Nkululeko Nkomo & Sibusiso Nkomo: Melancholy as Witness and Active Black Citizenry in the Writing of A.S. Vil-Nkomo. [Abstract]

This article highlights the importance of viewing an author’s body of work through an emotive lens as a sociological source of archives from which we can extract a biographical life story. It accomplishes this by citing examples from two of our late grandfather A.S. Vil-Nkomo’s short stories that were published in the 1930s and by utilising biographical and historical analyses. Both stories used melancholy as a literary method to underscore the sombre circumstances of black suffering, errantry, and death. By highlighting the ungrievable social, psychical, and material consequences of racial tyranny and injustice, they are rendered visible. We can see how the loss of selves, including selves rooted in ancestral histories, selves anchored in their families and communities, and ideal selves capable of realizing their full potential to be, surfaced a type of affective community with shared grief and marked a social landscape where it is difficult for someone who is black to find a place. The stories also convey the urgency of changing this status quo. A.S. Vil-Nkomo used a form of self-writing in a country where the oppressed black majority was denied a voice in order to inspire an active black citizenry driven by the desire to create new selves and societies free of racial segregation.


- [Task to complete]
Copy out the data exactly, leaving the pictures behind.
*** Opening Data extract ***
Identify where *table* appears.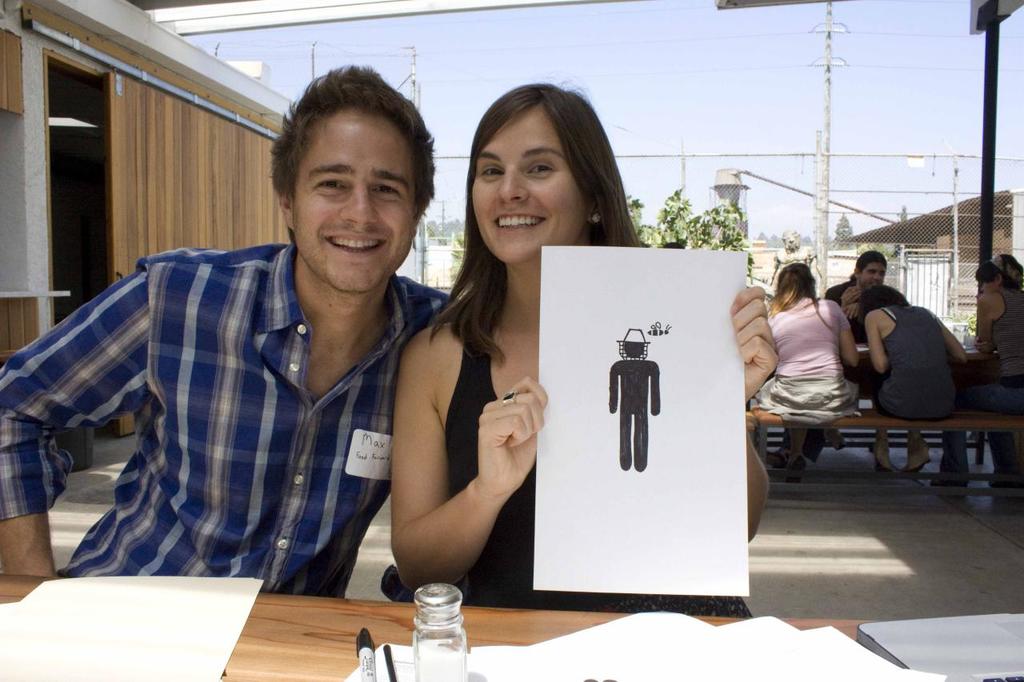
Appears at crop(0, 568, 878, 681).
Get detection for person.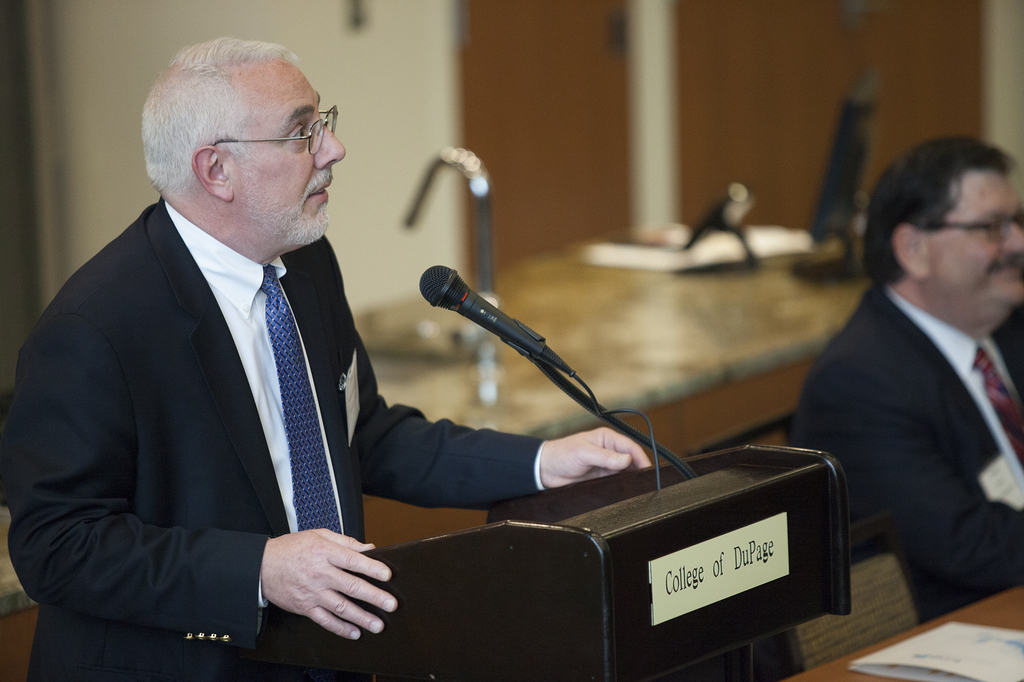
Detection: rect(0, 36, 639, 681).
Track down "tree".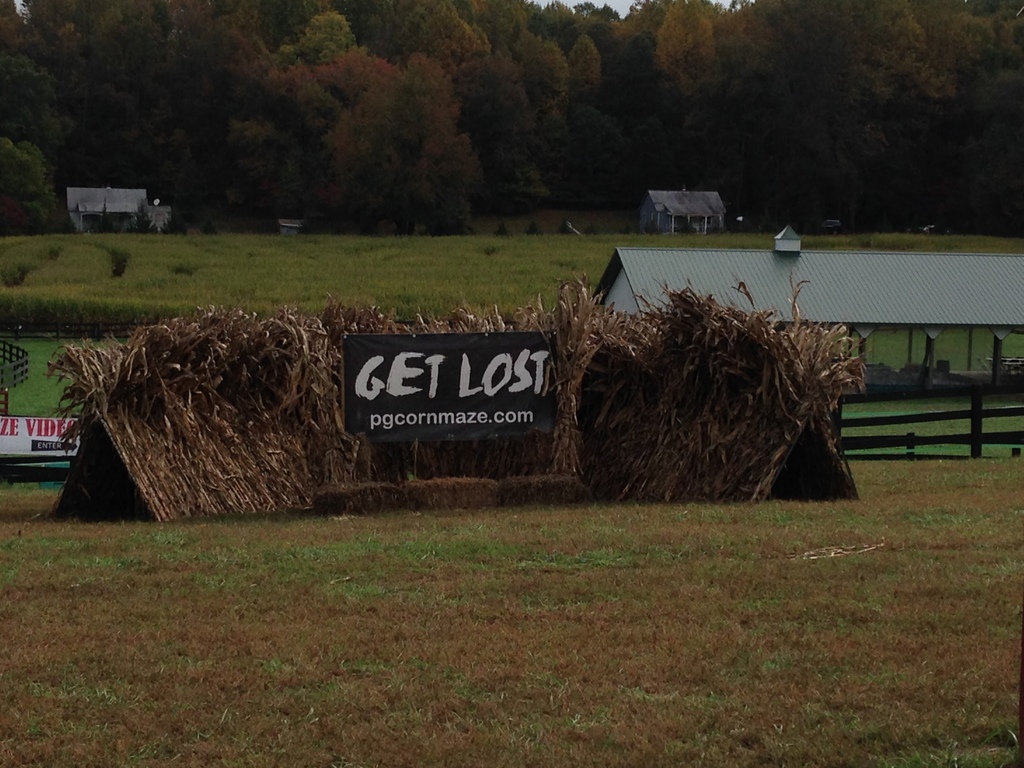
*** Closing Data extract ***
- [Solution to this exercise]
Identify where *table* appears.
Appears at crop(0, 568, 878, 681).
Get detection for person.
Detection: rect(0, 36, 639, 681).
Track down "tree".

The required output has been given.